In a blogger conference call today with Rep. Chris Van Hollen, Fred Wertheimer with Democracy 21, and Meredith McGehee with the Campaign Legal Center, Wertheimer confirmed that the NRA rules Congress with the statement that struck David Dayen, too: "The NRA has veto power in the House of Representatives."
Wertheimer and McGehee are holding their noses and supporting the bill, because the "information that citizens stand to lose if it doesn't pass" justifies passing the bill, and in McGehee's words, "the NRA exemption is not the loophole that swallows the law." Van Hollen made clear that the exemption for the NRA (and any other group that meets the criteria of the exemption--more than 1 million members, have been in existence for more than 10 years, have members in all 50 states and raise 15 percent or less of their funds from corporations, which could also include the AARP, the Humane Society and possibly one or two other organizations) is relatively narrow. Political advertising by the NRA will still require identification on ads that they are presented by the NRA--the NRA CEO will still have to appear and endorse the ad. What they won't have to do that every other organziation will have to do is disclose their primary donors.
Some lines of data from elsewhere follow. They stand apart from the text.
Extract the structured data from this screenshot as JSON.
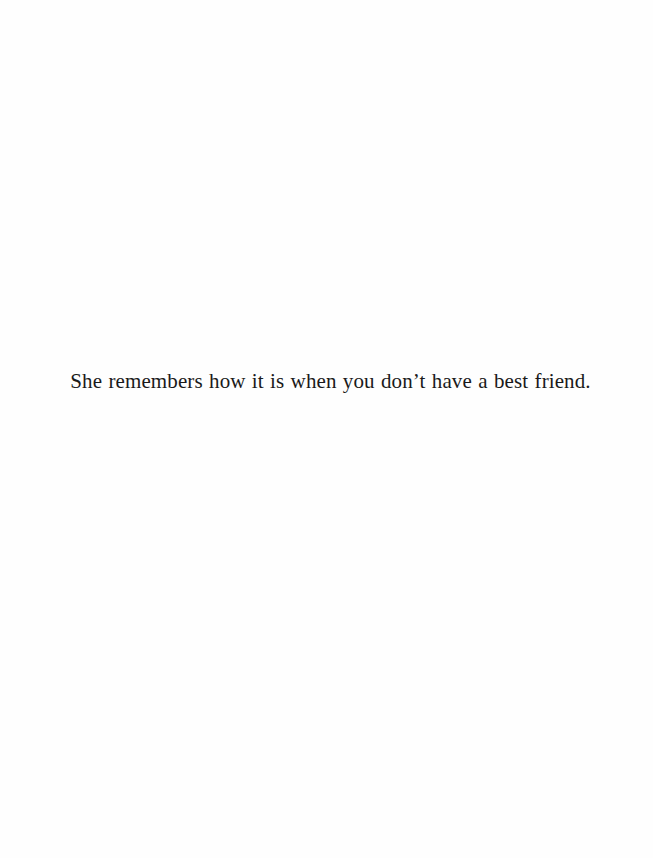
{
  "page": {
    "background": "#fefefe",
    "text_color": "#1a1a1a",
    "lines": [
      "She remembers how it is when you don’t have a best friend."
    ]
  }
}
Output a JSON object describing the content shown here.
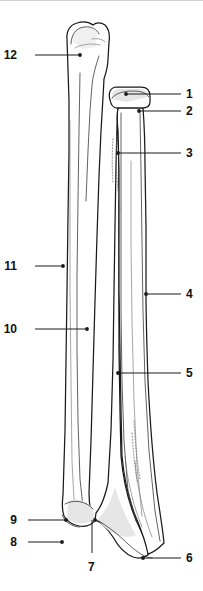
{
  "figure": {
    "view": "anterior",
    "background_color": "#ffffff",
    "line_color": "#1a1a1a",
    "shade_color": "#e6e6e6",
    "width_px": 203,
    "height_px": 591
  },
  "labels": [
    {
      "id": "1",
      "text": "1",
      "side": "right",
      "num_x": 186,
      "num_y": 87,
      "line_x1": 126,
      "line_x2": 181,
      "line_y": 93,
      "dot_x": 126,
      "dot_y": 93,
      "has_dot": true
    },
    {
      "id": "2",
      "text": "2",
      "side": "right",
      "num_x": 186,
      "num_y": 104,
      "line_x1": 139,
      "line_x2": 181,
      "line_y": 110,
      "dot_x": 139,
      "dot_y": 110,
      "has_dot": true
    },
    {
      "id": "3",
      "text": "3",
      "side": "right",
      "num_x": 186,
      "num_y": 146,
      "line_x1": 118,
      "line_x2": 181,
      "line_y": 152,
      "dot_x": 118,
      "dot_y": 152,
      "has_dot": true
    },
    {
      "id": "4",
      "text": "4",
      "side": "right",
      "num_x": 186,
      "num_y": 287,
      "line_x1": 146,
      "line_x2": 181,
      "line_y": 293,
      "dot_x": 146,
      "dot_y": 293,
      "has_dot": true
    },
    {
      "id": "5",
      "text": "5",
      "side": "right",
      "num_x": 186,
      "num_y": 366,
      "line_x1": 118,
      "line_x2": 181,
      "line_y": 372,
      "dot_x": 118,
      "dot_y": 372,
      "has_dot": true
    },
    {
      "id": "6",
      "text": "6",
      "side": "right",
      "num_x": 186,
      "num_y": 551,
      "line_x1": 143,
      "line_x2": 181,
      "line_y": 557,
      "dot_x": 143,
      "dot_y": 557,
      "has_dot": true
    },
    {
      "id": "7",
      "text": "7",
      "side": "below",
      "num_x": 88,
      "num_y": 560,
      "line_x1": 92,
      "line_x2": 92,
      "line_y": 0,
      "dot_x": 95,
      "dot_y": 519,
      "has_dot": true
    },
    {
      "id": "8",
      "text": "8",
      "side": "left",
      "num_x": 17,
      "num_y": 535,
      "line_x1": 28,
      "line_x2": 62,
      "line_y": 541,
      "dot_x": 62,
      "dot_y": 541,
      "has_dot": true
    },
    {
      "id": "9",
      "text": "9",
      "side": "left",
      "num_x": 17,
      "num_y": 513,
      "line_x1": 28,
      "line_x2": 66,
      "line_y": 519,
      "dot_x": 66,
      "dot_y": 519,
      "has_dot": true
    },
    {
      "id": "10",
      "text": "10",
      "side": "left",
      "num_x": 17,
      "num_y": 322,
      "line_x1": 35,
      "line_x2": 87,
      "line_y": 328,
      "dot_x": 87,
      "dot_y": 328,
      "has_dot": true
    },
    {
      "id": "11",
      "text": "11",
      "side": "left",
      "num_x": 17,
      "num_y": 259,
      "line_x1": 35,
      "line_x2": 63,
      "line_y": 265,
      "dot_x": 63,
      "dot_y": 265,
      "has_dot": true
    },
    {
      "id": "12",
      "text": "12",
      "side": "left",
      "num_x": 17,
      "num_y": 48,
      "line_x1": 35,
      "line_x2": 80,
      "line_y": 54,
      "dot_x": 80,
      "dot_y": 54,
      "has_dot": true
    }
  ],
  "leader_7": {
    "vertical_x": 92,
    "top_y": 519,
    "bottom_y": 552
  }
}
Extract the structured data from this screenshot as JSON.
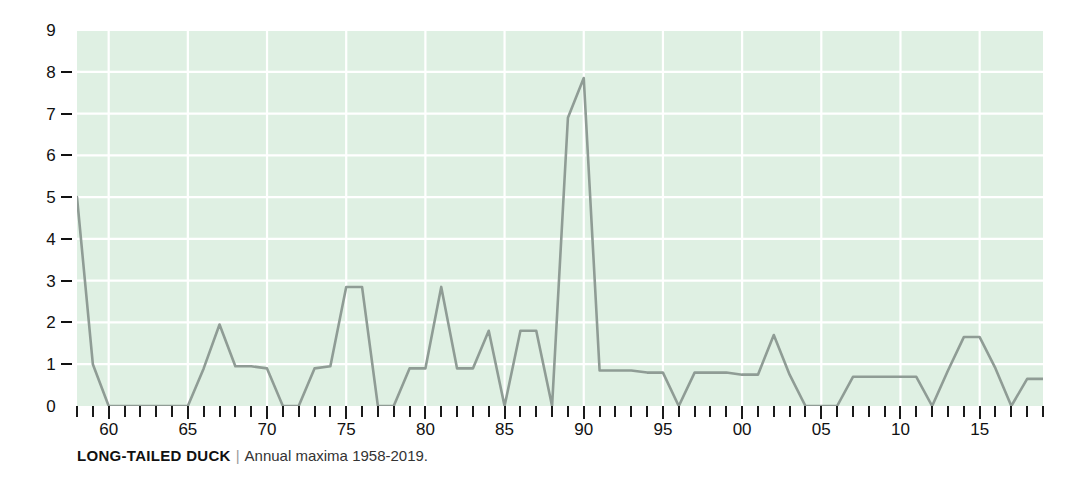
{
  "caption": {
    "title": "LONG-TAILED DUCK",
    "separator": "|",
    "subtitle": "Annual maxima 1958-2019."
  },
  "colors": {
    "plot_background": "#dff0e3",
    "gridline": "#ffffff",
    "line": "#8f9c95",
    "text": "#111111",
    "page_background": "#ffffff"
  },
  "chart_data": {
    "type": "line",
    "title": "LONG-TAILED DUCK",
    "subtitle": "Annual maxima 1958-2019.",
    "xlabel": "",
    "ylabel": "",
    "ylim": [
      0,
      9
    ],
    "xlim": [
      1958,
      2019
    ],
    "grid": true,
    "legend": null,
    "y_ticks": [
      0,
      1,
      2,
      3,
      4,
      5,
      6,
      7,
      8,
      9
    ],
    "y_tick_labels": [
      "0",
      "1",
      "2",
      "3",
      "4",
      "5",
      "6",
      "7",
      "8",
      "9"
    ],
    "x_tick_labels": [
      {
        "year": 1960,
        "label": "60"
      },
      {
        "year": 1965,
        "label": "65"
      },
      {
        "year": 1970,
        "label": "70"
      },
      {
        "year": 1975,
        "label": "75"
      },
      {
        "year": 1980,
        "label": "80"
      },
      {
        "year": 1985,
        "label": "85"
      },
      {
        "year": 1990,
        "label": "90"
      },
      {
        "year": 1995,
        "label": "95"
      },
      {
        "year": 2000,
        "label": "00"
      },
      {
        "year": 2005,
        "label": "05"
      },
      {
        "year": 2010,
        "label": "10"
      },
      {
        "year": 2015,
        "label": "15"
      }
    ],
    "x": [
      1958,
      1959,
      1960,
      1961,
      1962,
      1963,
      1964,
      1965,
      1966,
      1967,
      1968,
      1969,
      1970,
      1971,
      1972,
      1973,
      1974,
      1975,
      1976,
      1977,
      1978,
      1979,
      1980,
      1981,
      1982,
      1983,
      1984,
      1985,
      1986,
      1987,
      1988,
      1989,
      1990,
      1991,
      1992,
      1993,
      1994,
      1995,
      1996,
      1997,
      1998,
      1999,
      2000,
      2001,
      2002,
      2003,
      2004,
      2005,
      2006,
      2007,
      2008,
      2009,
      2010,
      2011,
      2012,
      2013,
      2014,
      2015,
      2016,
      2017,
      2018,
      2019
    ],
    "values": [
      5,
      1,
      0,
      0,
      0,
      0,
      0,
      0,
      0.9,
      1.95,
      0.95,
      0.95,
      0.9,
      0,
      0,
      0.9,
      0.95,
      2.85,
      2.85,
      0,
      0,
      0.9,
      0.9,
      2.85,
      0.9,
      0.9,
      1.8,
      0,
      1.8,
      1.8,
      0,
      6.9,
      7.85,
      0.85,
      0.85,
      0.85,
      0.8,
      0.8,
      0,
      0.8,
      0.8,
      0.8,
      0.75,
      0.75,
      1.7,
      0.75,
      0,
      0,
      0,
      0.7,
      0.7,
      0.7,
      0.7,
      0.7,
      0,
      0.85,
      1.65,
      1.65,
      0.9,
      0,
      0.65,
      0.65
    ]
  }
}
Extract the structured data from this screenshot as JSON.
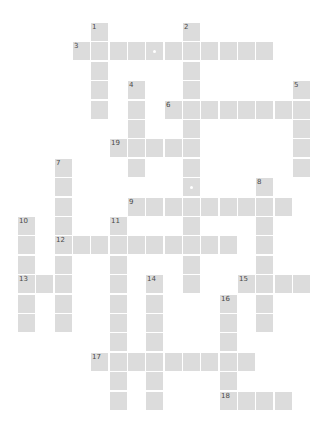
{
  "puzzle": {
    "type": "crossword",
    "grid": {
      "origin_x": 18,
      "origin_y": 23,
      "step_x": 18.33,
      "step_y": 19.4,
      "cell_w": 17,
      "cell_h": 18
    },
    "colors": {
      "cell": "#dcdcdc",
      "number": "#4a4a4a",
      "background": "#ffffff",
      "marker": "#ffffff"
    },
    "words": [
      {
        "number": "1",
        "direction": "down",
        "row": 0,
        "col": 4,
        "length": 5
      },
      {
        "number": "2",
        "direction": "down",
        "row": 0,
        "col": 9,
        "length": 14
      },
      {
        "number": "3",
        "direction": "across",
        "row": 1,
        "col": 3,
        "length": 11
      },
      {
        "number": "4",
        "direction": "down",
        "row": 3,
        "col": 6,
        "length": 5
      },
      {
        "number": "5",
        "direction": "down",
        "row": 3,
        "col": 15,
        "length": 5
      },
      {
        "number": "6",
        "direction": "across",
        "row": 4,
        "col": 8,
        "length": 8
      },
      {
        "number": "7",
        "direction": "down",
        "row": 7,
        "col": 2,
        "length": 9
      },
      {
        "number": "8",
        "direction": "down",
        "row": 8,
        "col": 13,
        "length": 8
      },
      {
        "number": "9",
        "direction": "across",
        "row": 9,
        "col": 6,
        "length": 9
      },
      {
        "number": "10",
        "direction": "down",
        "row": 10,
        "col": 0,
        "length": 6
      },
      {
        "number": "11",
        "direction": "down",
        "row": 10,
        "col": 5,
        "length": 10
      },
      {
        "number": "12",
        "direction": "across",
        "row": 11,
        "col": 2,
        "length": 10
      },
      {
        "number": "13",
        "direction": "across",
        "row": 13,
        "col": 0,
        "length": 3
      },
      {
        "number": "14",
        "direction": "down",
        "row": 13,
        "col": 7,
        "length": 7
      },
      {
        "number": "15",
        "direction": "across",
        "row": 13,
        "col": 12,
        "length": 4
      },
      {
        "number": "16",
        "direction": "down",
        "row": 14,
        "col": 11,
        "length": 6
      },
      {
        "number": "17",
        "direction": "across",
        "row": 17,
        "col": 4,
        "length": 9
      },
      {
        "number": "18",
        "direction": "across",
        "row": 19,
        "col": 11,
        "length": 4
      },
      {
        "number": "19",
        "direction": "across",
        "row": 6,
        "col": 5,
        "length": 5
      }
    ],
    "markers": [
      {
        "row": 1,
        "col": 7
      },
      {
        "row": 8,
        "col": 9
      }
    ]
  }
}
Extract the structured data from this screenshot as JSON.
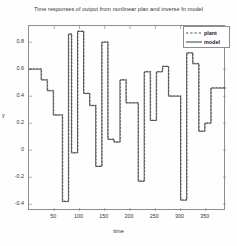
{
  "chart_data": {
    "type": "line",
    "title": "Time responses of output from nonlinear plan and inverse fn model",
    "xlabel": "time",
    "ylabel": "y",
    "xlim": [
      0,
      390
    ],
    "ylim": [
      -0.45,
      0.92
    ],
    "xticks": [
      50,
      100,
      150,
      200,
      250,
      300,
      350
    ],
    "xtick_labels": [
      "50",
      "100",
      "150",
      "200",
      "250",
      "300",
      "350"
    ],
    "yticks": [
      0.8,
      0.6,
      0.4,
      0.2,
      0,
      -0.2,
      -0.4
    ],
    "ytick_labels": [
      "0.8",
      "0.6",
      "0.4",
      "0.2",
      "0",
      "-0.2",
      "-0.4"
    ],
    "grid": false,
    "legend_position": "upper right",
    "step_style": "post",
    "series": [
      {
        "name": "plant",
        "style": "dashed",
        "color": "#555555",
        "x": [
          0,
          12,
          24,
          36,
          48,
          60,
          66,
          78,
          84,
          96,
          108,
          120,
          132,
          144,
          156,
          168,
          180,
          192,
          204,
          216,
          228,
          240,
          252,
          264,
          276,
          288,
          300,
          312,
          324,
          336,
          348,
          360,
          372,
          384,
          390
        ],
        "values": [
          0.6,
          0.6,
          0.52,
          0.44,
          0.26,
          0.26,
          -0.38,
          0.86,
          -0.02,
          0.88,
          0.42,
          0.33,
          -0.12,
          0.8,
          0.08,
          0.06,
          0.52,
          0.35,
          0.35,
          -0.23,
          0.58,
          0.22,
          0.58,
          0.62,
          0.4,
          0.4,
          -0.37,
          0.72,
          0.64,
          0.14,
          0.2,
          0.46,
          0.46,
          0.46,
          0.46
        ]
      },
      {
        "name": "model",
        "style": "solid",
        "color": "#3a3a3a",
        "x": [
          0,
          12,
          24,
          36,
          48,
          60,
          66,
          78,
          84,
          96,
          108,
          120,
          132,
          144,
          156,
          168,
          180,
          192,
          204,
          216,
          228,
          240,
          252,
          264,
          276,
          288,
          300,
          312,
          324,
          336,
          348,
          360,
          372,
          384,
          390
        ],
        "values": [
          0.6,
          0.6,
          0.52,
          0.44,
          0.26,
          0.26,
          -0.38,
          0.86,
          -0.02,
          0.88,
          0.42,
          0.33,
          -0.12,
          0.8,
          0.08,
          0.06,
          0.52,
          0.35,
          0.35,
          -0.23,
          0.58,
          0.22,
          0.58,
          0.62,
          0.4,
          0.4,
          -0.37,
          0.72,
          0.64,
          0.14,
          0.2,
          0.46,
          0.46,
          0.46,
          0.46
        ]
      }
    ]
  },
  "legend": {
    "items": [
      {
        "label": "plant"
      },
      {
        "label": "model"
      }
    ]
  }
}
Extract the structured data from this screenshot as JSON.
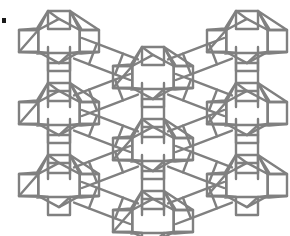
{
  "figure": {
    "type": "lattice-diagram",
    "width": 290,
    "height": 236,
    "background_color": "#ffffff",
    "line_color": "#808080",
    "line_width": 2.4,
    "line_join": "round",
    "line_cap": "round",
    "fill": "none"
  },
  "lattice": {
    "columns": 3,
    "rows": 3,
    "x_pitch": 94,
    "y_pitch": 72,
    "x_origin": 59,
    "y_origin": 41,
    "column_offsets_y": [
      0,
      36,
      0
    ],
    "bridge_length": 28,
    "cage_unit": {
      "name": "truncated-octahedron-cage",
      "hexagon_radius": 24,
      "square_half_width": 11,
      "square_offset": 30,
      "rhombus_offset": 30
    }
  },
  "cages": [
    {
      "col": 0,
      "row": 0,
      "cx": 59,
      "cy": 41
    },
    {
      "col": 0,
      "row": 1,
      "cx": 59,
      "cy": 113
    },
    {
      "col": 0,
      "row": 2,
      "cx": 59,
      "cy": 185
    },
    {
      "col": 1,
      "row": 0,
      "cx": 153,
      "cy": 77
    },
    {
      "col": 1,
      "row": 1,
      "cx": 153,
      "cy": 149
    },
    {
      "col": 1,
      "row": 2,
      "cx": 153,
      "cy": 221
    },
    {
      "col": 2,
      "row": 0,
      "cx": 247,
      "cy": 41
    },
    {
      "col": 2,
      "row": 1,
      "cx": 247,
      "cy": 113
    },
    {
      "col": 2,
      "row": 2,
      "cx": 247,
      "cy": 185
    }
  ],
  "bridges": [
    {
      "from": 0,
      "to": 3,
      "kind": "square-4-ring"
    },
    {
      "from": 1,
      "to": 3,
      "kind": "square-4-ring"
    },
    {
      "from": 1,
      "to": 4,
      "kind": "square-4-ring"
    },
    {
      "from": 2,
      "to": 4,
      "kind": "square-4-ring"
    },
    {
      "from": 2,
      "to": 5,
      "kind": "square-4-ring"
    },
    {
      "from": 6,
      "to": 3,
      "kind": "square-4-ring"
    },
    {
      "from": 7,
      "to": 3,
      "kind": "square-4-ring"
    },
    {
      "from": 7,
      "to": 4,
      "kind": "square-4-ring"
    },
    {
      "from": 8,
      "to": 4,
      "kind": "square-4-ring"
    },
    {
      "from": 8,
      "to": 5,
      "kind": "square-4-ring"
    },
    {
      "from": 0,
      "to": 1,
      "kind": "vertical-square-4-ring"
    },
    {
      "from": 1,
      "to": 2,
      "kind": "vertical-square-4-ring"
    },
    {
      "from": 3,
      "to": 4,
      "kind": "vertical-square-4-ring"
    },
    {
      "from": 4,
      "to": 5,
      "kind": "vertical-square-4-ring"
    },
    {
      "from": 6,
      "to": 7,
      "kind": "vertical-square-4-ring"
    },
    {
      "from": 7,
      "to": 8,
      "kind": "vertical-square-4-ring"
    }
  ],
  "artifact": {
    "name": "scan-mark",
    "x": 2,
    "y": 18,
    "width": 4,
    "height": 5,
    "color": "#1a1a1a"
  }
}
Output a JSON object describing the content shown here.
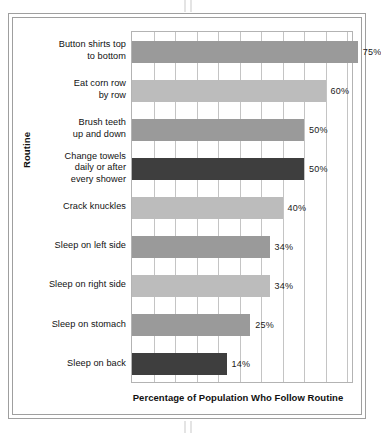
{
  "chart_data": {
    "type": "bar",
    "orientation": "horizontal",
    "title": "",
    "xlabel": "Percentage of Population Who Follow Routine",
    "ylabel": "Routine",
    "categories": [
      "Button shirts top to bottom",
      "Eat corn row by row",
      "Brush teeth up and down",
      "Change towels daily or after every shower",
      "Crack knuckles",
      "Sleep on left side",
      "Sleep on right side",
      "Sleep on stomach",
      "Sleep on back"
    ],
    "values": [
      75,
      60,
      50,
      50,
      40,
      34,
      34,
      25,
      14
    ],
    "value_labels": [
      "75%",
      "60%",
      "50%",
      "50%",
      "40%",
      "34%",
      "34%",
      "25%",
      "14%"
    ],
    "bar_colors": [
      "#9a9a9a",
      "#bcbcbc",
      "#9a9a9a",
      "#3e3e3e",
      "#bcbcbc",
      "#9a9a9a",
      "#bcbcbc",
      "#9a9a9a",
      "#3e3e3e"
    ],
    "xlim": [
      0,
      100
    ],
    "grid": true,
    "gridline_step": 10,
    "legend": "none"
  },
  "axis": {
    "y_title": "Routine",
    "x_title": "Percentage of Population Who Follow Routine"
  },
  "rows": [
    {
      "label_line1": "Button shirts top",
      "label_line2": "to bottom",
      "label": "Button shirts top to bottom",
      "value": "75%"
    },
    {
      "label_line1": "Eat corn row",
      "label_line2": "by row",
      "label": "Eat corn row by row",
      "value": "60%"
    },
    {
      "label_line1": "Brush teeth",
      "label_line2": "up and down",
      "label": "Brush teeth up and down",
      "value": "50%"
    },
    {
      "label_line1": "Change towels",
      "label_line2": "daily or after",
      "label_line3": "every shower",
      "label": "Change towels daily or after every shower",
      "value": "50%"
    },
    {
      "label_line1": "Crack knuckles",
      "label": "Crack knuckles",
      "value": "40%"
    },
    {
      "label_line1": "Sleep on left side",
      "label": "Sleep on left side",
      "value": "34%"
    },
    {
      "label_line1": "Sleep on right side",
      "label": "Sleep on right side",
      "value": "34%"
    },
    {
      "label_line1": "Sleep on stomach",
      "label": "Sleep on stomach",
      "value": "25%"
    },
    {
      "label_line1": "Sleep on back",
      "label": "Sleep on back",
      "value": "14%"
    }
  ]
}
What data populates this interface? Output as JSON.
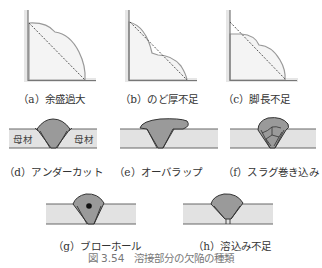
{
  "figure": {
    "caption": "図 3.54　溶接部分の欠陥の種類",
    "colors": {
      "plate_line": "#888888",
      "bead_outline": "#999999",
      "base_metal_fill": "#e2e2e2",
      "weld_fill": "#9a9a9a",
      "fillet_fill": "#f4f4f4",
      "outline_dark": "#333333",
      "caption_text": "#777777"
    },
    "panels": [
      {
        "id": "a",
        "label": "（a）余盛過大",
        "type": "fillet"
      },
      {
        "id": "b",
        "label": "（b）のど厚不足",
        "type": "fillet"
      },
      {
        "id": "c",
        "label": "（c）脚長不足",
        "type": "fillet"
      },
      {
        "id": "d",
        "label": "（d）アンダーカット",
        "type": "butt",
        "annotations": [
          "母材",
          "母材"
        ]
      },
      {
        "id": "e",
        "label": "（e）オーバラップ",
        "type": "butt"
      },
      {
        "id": "f",
        "label": "（f）スラグ巻き込み",
        "type": "butt"
      },
      {
        "id": "g",
        "label": "（g）ブローホール",
        "type": "butt"
      },
      {
        "id": "h",
        "label": "（h）溶込み不足",
        "type": "butt"
      }
    ]
  }
}
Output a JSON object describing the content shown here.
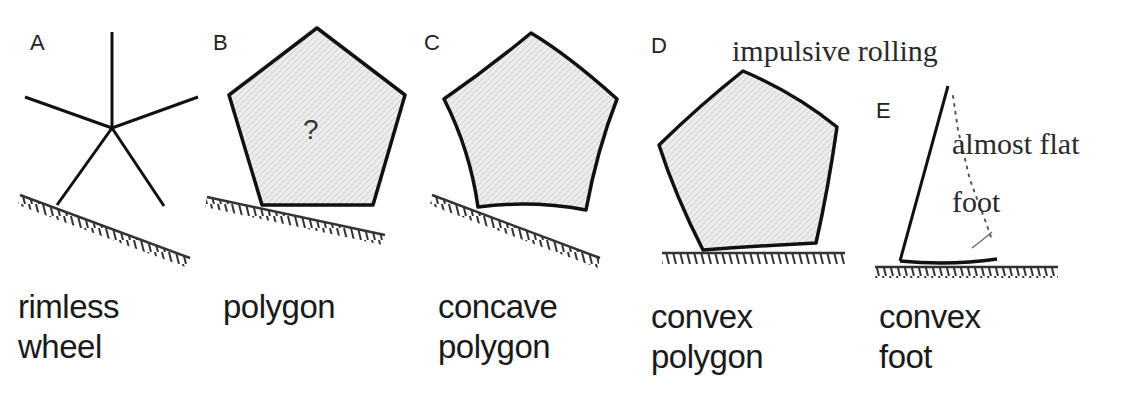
{
  "figure": {
    "panels": [
      {
        "letter": "A",
        "caption_line1": "rimless",
        "caption_line2": "wheel"
      },
      {
        "letter": "B",
        "caption_line1": "polygon",
        "caption_line2": "",
        "center_mark": "?"
      },
      {
        "letter": "C",
        "caption_line1": "concave",
        "caption_line2": "polygon"
      },
      {
        "letter": "D",
        "caption_line1": "convex",
        "caption_line2": "polygon",
        "annotation": "impulsive rolling"
      },
      {
        "letter": "E",
        "caption_line1": "convex",
        "caption_line2": "foot",
        "annotation_line1": "almost flat",
        "annotation_line2": "foot"
      }
    ],
    "colors": {
      "stroke": "#111111",
      "fill": "#e6e6e6",
      "background": "#ffffff"
    }
  }
}
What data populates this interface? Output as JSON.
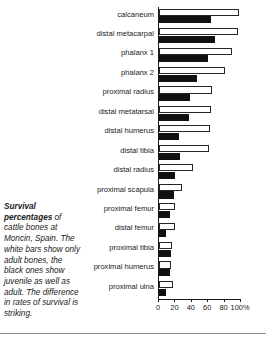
{
  "caption": {
    "lead": "Survival percentages",
    "rest": " of cattle bones at Moncin, Spain. The white bars show only adult bones, the black ones show juvenile as well as adult. The difference in rates of survival is striking."
  },
  "chart_data": {
    "type": "bar",
    "orientation": "horizontal",
    "title": "",
    "xlabel": "",
    "ylabel": "",
    "xlim": [
      0,
      100
    ],
    "xticks": [
      0,
      20,
      40,
      60,
      80,
      100
    ],
    "xticklabels": [
      "0",
      "20",
      "40",
      "60",
      "80",
      "100%"
    ],
    "grid": false,
    "legend": "none",
    "categories": [
      "calcaneum",
      "distal metacarpal",
      "phalanx 1",
      "phalanx 2",
      "proximal radius",
      "distal metatarsal",
      "distal humerus",
      "distal tibia",
      "distal radius",
      "proximal scapula",
      "proximal femur",
      "distal femur",
      "proximal tibia",
      "proximal humerus",
      "proximal ulna"
    ],
    "series": [
      {
        "name": "adult bones only (white bars)",
        "color": "#ffffff",
        "edgecolor": "#262626",
        "values": [
          98,
          96,
          89,
          80,
          65,
          64,
          62,
          61,
          41,
          28,
          19,
          20,
          16,
          15,
          17
        ]
      },
      {
        "name": "juvenile as well as adult (black bars)",
        "color": "#111111",
        "edgecolor": "#111111",
        "values": [
          63,
          68,
          60,
          46,
          38,
          36,
          24,
          26,
          20,
          18,
          13,
          9,
          15,
          14,
          8
        ]
      }
    ]
  }
}
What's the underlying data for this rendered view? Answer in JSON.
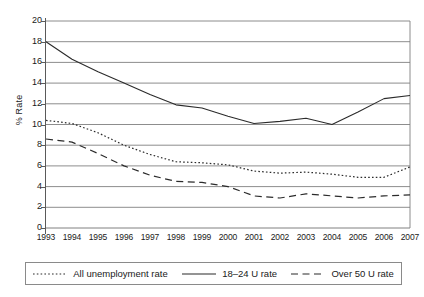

Dayen has a good summary of Van Hollen's explanation for the exemption.
Van Hollen justified the exemption this way: he said that Rep. Heath Shuler originally offered an amendment which would have carved out all c(4) organizations. These are usually the form that shell groups run by corporate entities (“Americans for America”) take when running ads. “We worked with our members to limit dramatically the scope of that amendment,” Van Hollen said. He added that groups like the NRA aren’t trying to fool the voter about who they are – indeed, they brag about it. Van Hollen said that ultimately, the exempted groups would still be more constrained than they would be without the bill, because they cannot spend corporate money they get on campaign communications (though money is fungible), and not violate the limits for exemption qualification.
They're trying to get at the corporate-funded astro-turf groups who've organized c(4)s as cover for their political efforts. Wertheimer also addressed the issue of labor, reiterating Van Hollen's aggressive assertions that there will be no labor carve-outs in the bill (Ezra's thought experiment thus made completely moot). Wertheimer said it was "by design" that labor would not be excluded from any exemption to fight the perception that the bill would "tilt toward labor." You see, labor is toxic politically, the NRA is not, at least not in Congress. The opposition to the NRA exemption is growing [pdf].
The House could take up the legislation as early as tomorrow. I asked whether there was a commitment from the Senate to act on the bill before August recess, when it would have to be completed in order to be effective for the November election. Wertheimer said that he had received assurances from Reid that it would get a vote in June, and that the primary sponsor in the Senate, Schumer, would use his leadership position to get that vote.
Adam Bonin wrote about the Internet implications discussed in the phone call earlier.